Brasilia, Brazil’s government published a decree that prohibits for 60 days the use of fire to clear land for crops and cattle grazing in the Amazon region, which is suffering its worst blazes in recent years.
The decree published in the Official Gazette on Thursday is aimed at avoiding new outbreaks of fires at a time when authorities are starting to control the blazes that have torched the planet’s largest rainforest over the past three weeks and alarmed the international community, Efe news reported.
Deforestation and field burning – common practices even among indigenous communities – are used to prepare land for agriculture and ranching and are allowed in the Amazon under certain laws that will be suspended over the next 60 days.
Brazil’s government, which is responsible for nearly 70 percent of the Amazon’s roughly 7 million sq km (2.7 million sq. miles), said Wednesday that the amount of fire hotspots has started to decline but did not present data for the entire region.
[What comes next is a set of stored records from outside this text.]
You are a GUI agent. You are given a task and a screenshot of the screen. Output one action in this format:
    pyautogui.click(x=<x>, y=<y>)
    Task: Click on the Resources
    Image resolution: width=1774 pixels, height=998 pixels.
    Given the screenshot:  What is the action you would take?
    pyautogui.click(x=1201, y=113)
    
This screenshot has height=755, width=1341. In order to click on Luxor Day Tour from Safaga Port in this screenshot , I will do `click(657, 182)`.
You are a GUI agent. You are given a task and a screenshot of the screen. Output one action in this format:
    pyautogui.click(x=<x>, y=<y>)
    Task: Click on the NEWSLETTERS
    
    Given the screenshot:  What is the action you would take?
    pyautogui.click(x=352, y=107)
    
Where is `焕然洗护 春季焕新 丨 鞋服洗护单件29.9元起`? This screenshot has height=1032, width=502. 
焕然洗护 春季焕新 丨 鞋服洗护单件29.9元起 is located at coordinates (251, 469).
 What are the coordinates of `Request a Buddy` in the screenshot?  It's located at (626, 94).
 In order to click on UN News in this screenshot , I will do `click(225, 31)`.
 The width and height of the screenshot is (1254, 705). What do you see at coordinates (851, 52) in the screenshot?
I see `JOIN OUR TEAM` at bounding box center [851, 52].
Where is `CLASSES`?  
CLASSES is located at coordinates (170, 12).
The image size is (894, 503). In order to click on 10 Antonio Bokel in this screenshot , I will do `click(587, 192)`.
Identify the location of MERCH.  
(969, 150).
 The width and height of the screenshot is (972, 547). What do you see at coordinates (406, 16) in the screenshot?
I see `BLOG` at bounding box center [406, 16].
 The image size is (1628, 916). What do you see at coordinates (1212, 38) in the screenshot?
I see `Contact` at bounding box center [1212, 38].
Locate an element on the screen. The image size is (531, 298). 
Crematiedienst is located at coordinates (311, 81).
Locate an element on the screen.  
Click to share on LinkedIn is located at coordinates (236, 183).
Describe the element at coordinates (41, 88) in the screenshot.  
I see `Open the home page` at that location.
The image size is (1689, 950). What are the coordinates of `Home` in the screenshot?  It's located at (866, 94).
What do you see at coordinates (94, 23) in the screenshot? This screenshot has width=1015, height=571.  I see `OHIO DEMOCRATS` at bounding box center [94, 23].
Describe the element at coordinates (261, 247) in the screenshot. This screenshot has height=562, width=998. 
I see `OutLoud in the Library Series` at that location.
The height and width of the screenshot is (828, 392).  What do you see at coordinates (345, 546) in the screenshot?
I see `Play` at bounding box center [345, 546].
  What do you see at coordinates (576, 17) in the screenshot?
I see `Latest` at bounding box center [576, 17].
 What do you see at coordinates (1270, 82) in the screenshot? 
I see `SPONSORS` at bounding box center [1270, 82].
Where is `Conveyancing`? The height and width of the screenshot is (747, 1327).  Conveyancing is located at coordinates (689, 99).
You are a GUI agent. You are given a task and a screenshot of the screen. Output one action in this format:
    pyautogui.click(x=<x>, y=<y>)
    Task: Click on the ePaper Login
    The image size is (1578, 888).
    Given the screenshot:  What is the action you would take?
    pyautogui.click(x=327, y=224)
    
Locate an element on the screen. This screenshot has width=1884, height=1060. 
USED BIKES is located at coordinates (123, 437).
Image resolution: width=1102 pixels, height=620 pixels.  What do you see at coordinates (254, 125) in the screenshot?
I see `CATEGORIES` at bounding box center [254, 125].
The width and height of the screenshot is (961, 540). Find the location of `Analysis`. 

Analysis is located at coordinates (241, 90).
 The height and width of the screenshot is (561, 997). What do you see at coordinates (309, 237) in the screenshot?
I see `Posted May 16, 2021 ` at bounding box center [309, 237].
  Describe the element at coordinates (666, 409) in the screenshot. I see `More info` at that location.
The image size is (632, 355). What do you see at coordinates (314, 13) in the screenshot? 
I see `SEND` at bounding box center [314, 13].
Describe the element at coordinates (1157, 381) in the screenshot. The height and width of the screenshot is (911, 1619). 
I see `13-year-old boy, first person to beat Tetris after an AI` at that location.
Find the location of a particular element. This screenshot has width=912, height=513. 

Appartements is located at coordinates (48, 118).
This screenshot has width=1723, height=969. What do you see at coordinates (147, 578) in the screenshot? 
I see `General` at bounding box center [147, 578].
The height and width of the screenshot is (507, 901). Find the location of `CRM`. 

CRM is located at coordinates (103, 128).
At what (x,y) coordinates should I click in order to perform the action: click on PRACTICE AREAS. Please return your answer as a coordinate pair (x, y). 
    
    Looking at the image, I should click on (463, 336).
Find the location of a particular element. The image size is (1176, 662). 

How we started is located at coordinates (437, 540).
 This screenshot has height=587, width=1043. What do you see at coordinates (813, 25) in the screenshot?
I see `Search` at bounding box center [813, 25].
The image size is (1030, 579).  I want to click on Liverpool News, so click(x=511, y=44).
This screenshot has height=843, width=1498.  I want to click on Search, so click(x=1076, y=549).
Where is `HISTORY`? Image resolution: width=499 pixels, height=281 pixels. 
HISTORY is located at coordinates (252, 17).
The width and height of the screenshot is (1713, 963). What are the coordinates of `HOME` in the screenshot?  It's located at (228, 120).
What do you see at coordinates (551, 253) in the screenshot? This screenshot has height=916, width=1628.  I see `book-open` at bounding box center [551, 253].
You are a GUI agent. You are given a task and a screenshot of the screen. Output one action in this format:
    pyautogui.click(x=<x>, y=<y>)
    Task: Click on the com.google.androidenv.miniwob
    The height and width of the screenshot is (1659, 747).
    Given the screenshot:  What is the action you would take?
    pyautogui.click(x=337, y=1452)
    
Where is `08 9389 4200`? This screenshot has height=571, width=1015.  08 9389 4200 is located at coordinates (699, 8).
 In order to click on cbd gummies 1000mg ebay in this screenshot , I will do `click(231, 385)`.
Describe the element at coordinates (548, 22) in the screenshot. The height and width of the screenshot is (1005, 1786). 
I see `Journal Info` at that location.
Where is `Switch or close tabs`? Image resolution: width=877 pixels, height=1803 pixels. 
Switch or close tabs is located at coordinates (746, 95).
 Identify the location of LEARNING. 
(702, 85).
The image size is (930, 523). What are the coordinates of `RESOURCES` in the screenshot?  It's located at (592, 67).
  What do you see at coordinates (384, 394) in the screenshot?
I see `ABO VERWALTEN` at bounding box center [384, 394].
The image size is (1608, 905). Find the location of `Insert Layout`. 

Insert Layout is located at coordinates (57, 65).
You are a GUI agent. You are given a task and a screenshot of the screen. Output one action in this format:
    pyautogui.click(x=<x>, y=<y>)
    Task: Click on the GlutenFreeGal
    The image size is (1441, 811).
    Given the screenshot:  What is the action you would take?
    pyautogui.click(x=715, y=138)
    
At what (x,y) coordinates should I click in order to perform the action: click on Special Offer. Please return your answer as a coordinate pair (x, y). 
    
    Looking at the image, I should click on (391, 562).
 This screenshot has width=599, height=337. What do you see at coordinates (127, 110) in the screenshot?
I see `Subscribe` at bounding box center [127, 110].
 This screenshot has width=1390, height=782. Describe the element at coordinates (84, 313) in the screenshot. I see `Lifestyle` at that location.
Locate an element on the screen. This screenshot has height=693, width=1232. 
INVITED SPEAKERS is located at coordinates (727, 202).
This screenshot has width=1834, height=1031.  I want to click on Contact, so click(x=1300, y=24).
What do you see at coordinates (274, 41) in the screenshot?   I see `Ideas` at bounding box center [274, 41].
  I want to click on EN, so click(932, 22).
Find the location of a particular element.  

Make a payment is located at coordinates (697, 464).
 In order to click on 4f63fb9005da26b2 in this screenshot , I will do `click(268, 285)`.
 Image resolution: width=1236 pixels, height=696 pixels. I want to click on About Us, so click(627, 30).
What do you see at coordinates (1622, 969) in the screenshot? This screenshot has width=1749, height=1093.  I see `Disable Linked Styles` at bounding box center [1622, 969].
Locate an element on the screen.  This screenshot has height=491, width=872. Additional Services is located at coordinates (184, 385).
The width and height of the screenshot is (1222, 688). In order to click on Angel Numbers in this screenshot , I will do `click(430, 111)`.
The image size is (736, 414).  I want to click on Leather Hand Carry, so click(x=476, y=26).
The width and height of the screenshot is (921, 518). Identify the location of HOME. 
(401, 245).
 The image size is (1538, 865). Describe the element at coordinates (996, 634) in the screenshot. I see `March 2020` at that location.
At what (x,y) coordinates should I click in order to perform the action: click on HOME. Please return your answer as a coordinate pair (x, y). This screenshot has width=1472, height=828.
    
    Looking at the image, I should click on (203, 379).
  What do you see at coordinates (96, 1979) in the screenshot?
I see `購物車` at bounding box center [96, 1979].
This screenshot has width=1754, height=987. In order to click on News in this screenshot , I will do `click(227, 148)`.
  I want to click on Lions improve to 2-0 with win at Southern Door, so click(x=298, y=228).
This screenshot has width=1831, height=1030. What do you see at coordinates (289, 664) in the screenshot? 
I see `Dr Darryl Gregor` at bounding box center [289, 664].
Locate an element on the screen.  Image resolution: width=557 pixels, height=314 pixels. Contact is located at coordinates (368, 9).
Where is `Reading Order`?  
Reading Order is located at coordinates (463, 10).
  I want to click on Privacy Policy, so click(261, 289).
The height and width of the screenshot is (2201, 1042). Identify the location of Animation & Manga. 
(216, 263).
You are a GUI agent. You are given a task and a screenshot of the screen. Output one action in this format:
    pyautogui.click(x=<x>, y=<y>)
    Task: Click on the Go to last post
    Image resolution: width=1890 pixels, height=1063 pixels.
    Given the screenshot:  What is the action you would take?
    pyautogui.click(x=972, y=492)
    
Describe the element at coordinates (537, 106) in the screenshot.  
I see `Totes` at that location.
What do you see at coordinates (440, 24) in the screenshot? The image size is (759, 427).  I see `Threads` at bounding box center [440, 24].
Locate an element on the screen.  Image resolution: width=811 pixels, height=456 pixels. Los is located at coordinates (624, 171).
Authorities only offered concrete statistics for the northwestern state of Rondonia, which borders Bolivia, a country whose Amazon region also has been affected by the blazes.
Those figures indicated that the number of fire hotspots observed in Rondonia fell from 400 to 24 between Monday and Tuesday, a reduction attributed to firefighting efforts by Brazil’s armed forces.
Brazilian President Jair Bolsonaro last Friday ordered the deployment of military personnel to fight the blazes throughout the Amazon region.
According to the National Institute for Space Research (INPE), a research unit of Brazil’s Science, Technology, Innovation and Communication Ministry, a total of 71,497 forest fires have been detected in Brazil in the first eight months of this year, up 83 percent from the same period of 2018.
More than half of those blazes were located in the country’s Amazon region, the INPE said.
Brazil’s most prominent environmentalist said Monday that the failure to protect the environment and an outdated approach to economic development are the main factors behind the fiery “holocaust” raging in the Amazon region.
Marina Silva, who served as Brazil’s environment minister from 2003-2008, said ahead of a sustainable development conference in Quito that Bolsonaro’s administration was partly responsible for the situation because it has rolled back environmental regulation and called for expanding both agriculture and extractive industries in the region.
But above all, she said, it is “climate change that threatens the planet’s equilibrium,” made worse by “populist” politicians who encourage settlers in the Amazon to persist in outmoded practices such as using fires to clear land for planting.